Evelyn Wang, head of the mechanical engineering department at MIT, says that it took a team of researchers four years to devise an aerogel that transmits 95% of visible light while maintaining its high insulating properties. The result is an aerogel so transparent it is nearly invisible.

The key was finding the correct mix of catalysts and silica materials to create the aerogel and then drying it properly. What’s left is a matrix that is mostly air but retains the original mixture’s strength. Drying out the mixture much faster than is normal with conventional aerogels produced a gel with smaller pore spaces between its grains which led to far less light being scattered inside the gel.

Graduate student Lin Zhao describes the basic function of the aerogel layer as “like a greenhouse effect.
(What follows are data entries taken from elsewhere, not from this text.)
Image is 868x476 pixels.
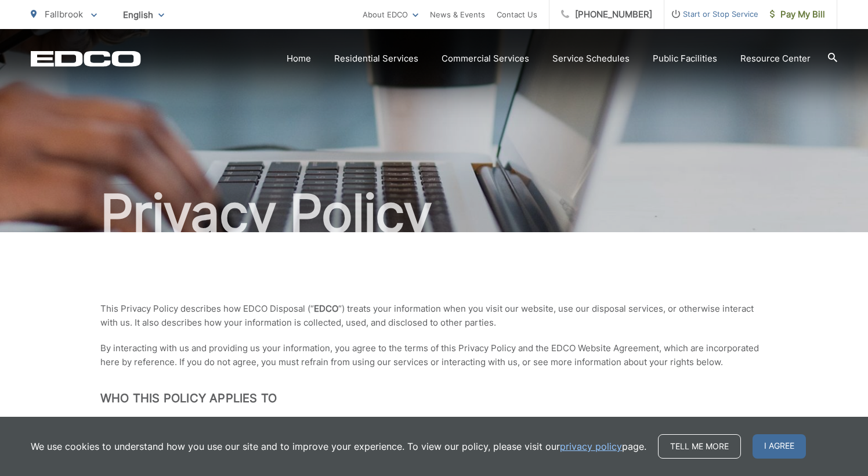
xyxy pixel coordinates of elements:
[334,52,419,65] a: Residential Services
[31,184,837,243] h1: Privacy Policy
[101,341,768,369] p: By interacting with us and providing us your information, you agree to the terms of this Privacy ...
[101,391,768,405] h2: Who This Policy Applies To
[653,52,718,65] a: Public Facilities
[430,8,485,22] a: News & Events
[314,303,338,314] strong: EDCO
[442,52,529,65] a: Commercial Services
[44,8,83,20] span: Fallbrook
[497,8,538,22] a: Contact Us
[753,434,806,458] span: I agree
[363,8,419,22] a: About EDCO
[31,50,141,67] a: EDCD logo. Return to the homepage.
[114,5,173,25] span: English
[770,8,825,22] span: Pay My Bill
[553,52,630,65] a: Service Schedules
[101,301,768,330] p: This Privacy Policy describes how EDCO Disposal (“ “) treats your information when you visit our ...
[658,434,741,458] a: Tell me more
[31,439,646,453] p: We use cookies to understand how you use our site and to improve your experience. To view our pol...
[286,52,311,65] a: Home
[740,52,811,65] a: Resource Center
[560,439,622,453] a: privacy policy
The material we use to increase the temperature acts like the Earth’s atmosphere does to provide insulation, but this is an extreme example of it.”

Solar collectors using the new aerogel technology could replace conventional solar hot water heaters with a less costly alternative. They could also be used to heat residential and commercial buildings at lower cost than traditional heating equipment. Because the aerogels can create temperatures of 200º C and more, there are numerous potential applications in industry and agriculture as well.

The materials needed are inexpensive. The principal cost of making the aerogel in commercial quantities is the drying process, which requires a specialized device called a critical point dryer to allow for a very precise process that extracts the solvents from the gel while preserving its nanoscale structure.

Professor Wang explains that the drying phase is done batch by batch and is not adaptable to the continuous roll to roll process commonly used in industrial applications. “The key to scaleup is how we can reduce the cost of that process,” she says. A preliminary economic analysis shows the system can be economically viable for some uses, especially in comparison with conventional systems that use glass surfaces bonded to a substrate with a vacuum in between.

Like all laboratory breakthroughs, this one may yet be years away from commercial scale manufacturing. But the promise of virtually free heat from sunlight could be an important adjunct to the quest to decarbonize the built environment. Building heating consumes enormous quantities of fossil fuels. Virtually free zero emissions heat from the sun could be the greatest thing since solar panels.